Acquiring
How to Decode Your Card Processor’s Monthly Statement Without Losing Your Sanity
If you’ve ever opened your card processor’s monthly statement and felt like you’d accidentally stumbled into a maths exam you didn’t study for, don’t worry, you’re not alone.

If you’ve ever opened your card processor’s monthly statement and felt like you’d accidentally stumbled into a maths exam you didn’t study for, don’t worry, you’re not alone. These things are a strange mix of hieroglyphics and fine print, and yet they contain one of the most important numbers for your business: how much money actually ends up in your bank.
So, let’s break it down without the jargon headache.
The Big Picture: What You’re Actually Looking At
Your statement is essentially a story of all the money that passed through your card machine or online checkout. It starts with the headline acts: the total card sales, the number of transactions, and any refunds or chargebacks. Then it gets to the less glamorous part: fees. Lots of them.
You’ll usually see a few main characters here:
- The merchant service charge, the processor’s slice of every sale.
- The interchange fee, which is money passed to the customer’s bank.
- The scheme fee, which keeps Visa, Mastercard and friends in business.
Add them up (plus the odd ‘admin’ or ‘PCI compliance’ fee for good measure) and you arrive at your total cost of accepting payments.
The Number That Matters Most
Forget the spaghetti of line items for a moment. The most important figure is your effective rate, which is the total fees you’ve paid divided by the total sales you’ve taken.
Example: if you took £30,000 in card payments and paid £450 in fees, your effective rate is 1.5%. That’s the number to keep an eye on month after month. If it creeps higher without a good reason, it’s time to ask questions.
Where Things Get Sneaky
Not all cards cost the same. Debit cards are usually cheaper, while credit, commercial, and international cards often carry higher fees. If your customer base is heavy on international shoppers or corporate cards, you could see your effective rate climb fast.

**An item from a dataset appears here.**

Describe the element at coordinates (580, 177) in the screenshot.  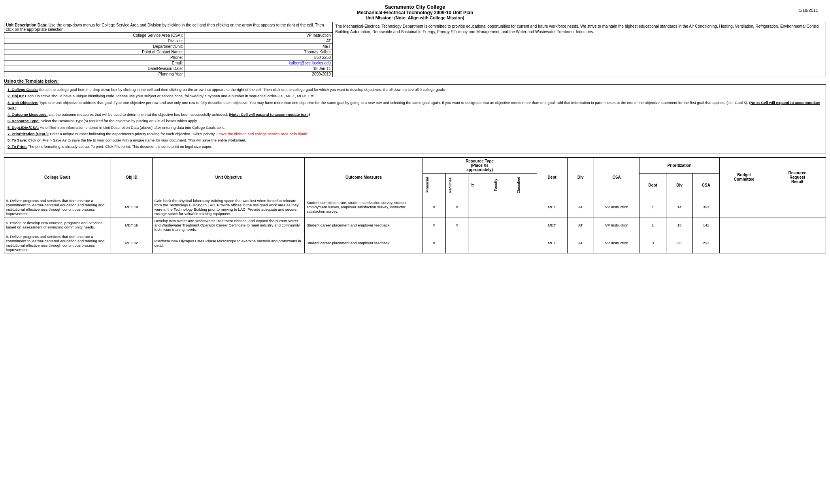
I see `th-div: Div` at that location.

And then there are the “mystery extras”: monthly minimum fees you don’t hit, chargeback fees, or compliance charges that seem to exist purely to test your patience. These add up quietly in the background.
Also make sure to check the split between in-store, ‘cardholder not present’ (CNP) and ecommerce transactions. The latter two can typically attract a surcharge or premium on top of any standard, intra-regional or inter-regional card transaction fees. If you’re accepting USD-denominated corporate credit cards online from overseas cardholders (for example), you may start to see overall transaction fees tipping into 4-5% territory (or even more!).
The Sanity Check
Finally, don’t forget to check that the money showing as “net settlement” on the statement actually matches what’s landed in your bank. It sounds obvious, but with batching delays and processing times, the numbers don’t always line up neatly.

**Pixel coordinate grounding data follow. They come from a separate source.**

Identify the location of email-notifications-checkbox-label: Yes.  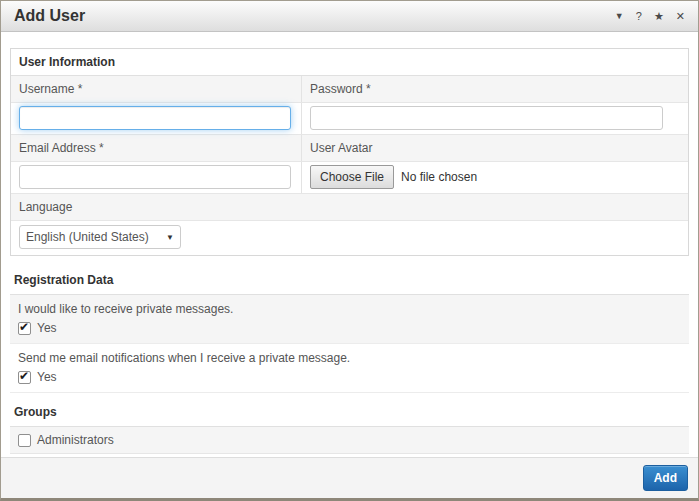
(47, 377). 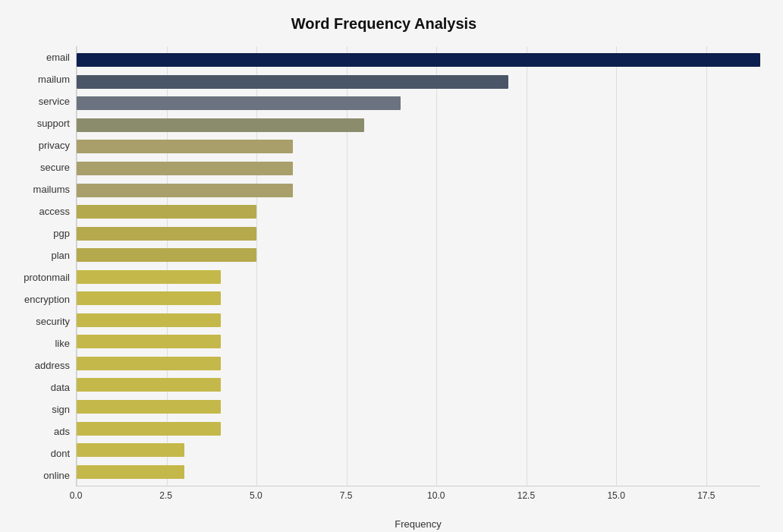 What do you see at coordinates (527, 496) in the screenshot?
I see `x-tick: 12.5` at bounding box center [527, 496].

Three Takeaways for UK SMEs
- Know your effective rate. Forget the long list of charges—this single percentage tells you what you’re really paying.
- Watch for patterns. If certain card types or extra fees are pushing up costs, you’ll know where to focus your negotiations or where to shop around.
- Reconcile regularly. Match processor statements to your bank deposits so no pennies go missing in the shuffle.
Mastering your monthly statement won’t make it exciting—but it will make sure you keep more of your hard-earned money, and that’s always worth the effort.
A Better Way
If you’ve followed the steps above and been horrified by the fees that you’re paying, don’t fret, there’s an easier way to get on top of ‘card cost-creep’ and retain more of your hard-earned revenue, improve settlement times and offer your customers more payment methods to choose from at checkout.
Contact the team at Stable for a quick, no-obligation card statement audit - all we need is your most recent month’s card terminal/processor statement(s) and we will feed them into our proprietary calculator to provide you with a simple report summarising how much you’re currently paying for different card or transaction types, and benchmark them against typical rates to highlight where there are opportunities to save money.
If you want to take action off the back of this audit, we’ll then be able to connect you with multiple providers offering better rates and services to make sure the last thing holding your business back is paying too much to get paid.